I don’t know about you, but I love a good forest. Tall trees, running rivers, campsites, and endless possibilities for exploring. My love for the forest is alive and well during the daylight hours, but you couldn’t pay me enough to get me into the forest at nighttime, and I’m not alone in that.
Perhaps that’s why Last Report is so delightfully creepy.
Last Report is a pixel, point-and-click horror game in which you play the role of a park ranger working the night shift in their remote cabin. It starts out peaceful, but things quickly descend into a plot that wouldn’t be out of place on the big screen.
The joy of the forest?

In Last Report, your entire gameplay experience is based behind a desk inside your cabin. Your only responsibility is to check on reports from the day shift, deciding whether they’re appropriately labeled, accurate, and worth reporting. You do this by uploading them to the computer, clicking through some options, and then verifying yourself through a captcha after every report.
The night begins well. You meet your fellow ranger and catch up after your vacation, you meet the new guy who just started, and you even get a free cup of coffee out of the deal.
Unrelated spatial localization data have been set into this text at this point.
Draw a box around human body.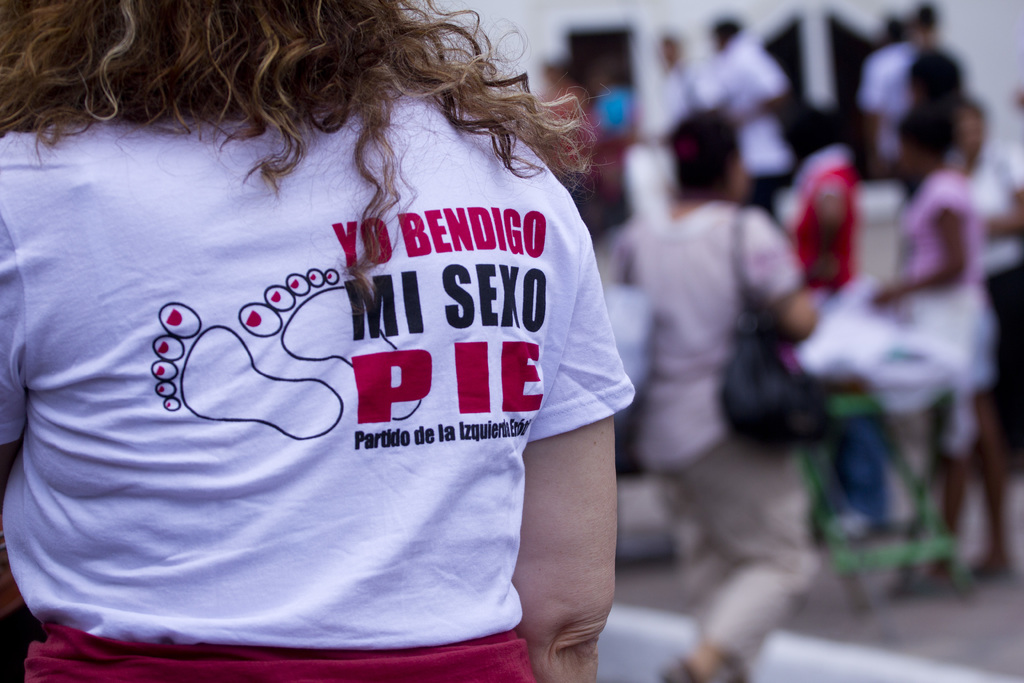
l=865, t=1, r=936, b=176.
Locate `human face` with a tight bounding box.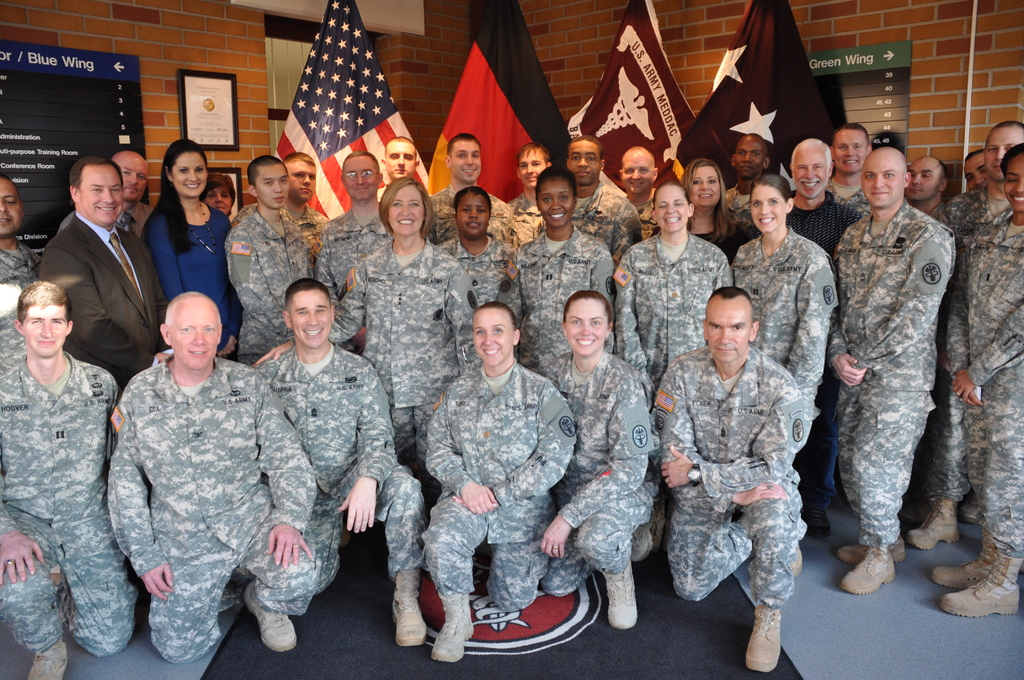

The first clue that not everything is as it seems comes when your friend tells you that the power keeps going out.
For anyone who has not grown up watching horror movies that they’re definitely too young for, that’s never a good sign.
A knock at the door

In a dark cabin that’s only lit by the glow of a computer screen and a moderately bright table lamp, it’s easy for shadows to become sinister and for the mind to play tricks on you, making you see things that aren’t there. That phenomenon is played on in Last Report, with the shadows of the trees beyond the window transforming into spooky shapes and disappearing when you blink, and the flickering lights can make you fear the worst.
But that’s the joy of the horror genre. Getting tricked into being scared by your own mind is something that horror writers heavily rely on, and why psychological horror works so well. In Last Report, this is backed by the more physical scares, which start after the first flicker of the lights.
It starts with a knock at the door that turns out to be the new recruit. Then it’s the walkie-talkie going off out of nowhere and making you jump. Then, another knock at the door that you’re certain is going to be a co-worker, only for there to be nobody there, or worse, someone laying a bear trap outside the front door.
The unseen photographer

The main and most obvious element of horror in Last Report starts slowly, with a single strange report about a mutilated deer that reaches your desk. It seems like a one-off, with the reports immediately following that one going back to normal. But then another bloodied report is pulled from the pile, this one with humans in it, and eventually, a photo of the cabin that you’re in at that very moment.
Between that and the revelation from your oldest co-worker that the last ranger who inhabited your cabin was brutally murdered in the most bloody way imaginable, you could be forgiven for thinking that maybe it’s time to go home. But it’s not that simple, you’re being watched, and the outside seems more dangerous than the inside.
Right?
Last Report has been developed by Monopixel Games and was released on July 11, 2025. If you want to put yourself on edge, you can get a taste of what’s to come in the demo, which is available to download as well.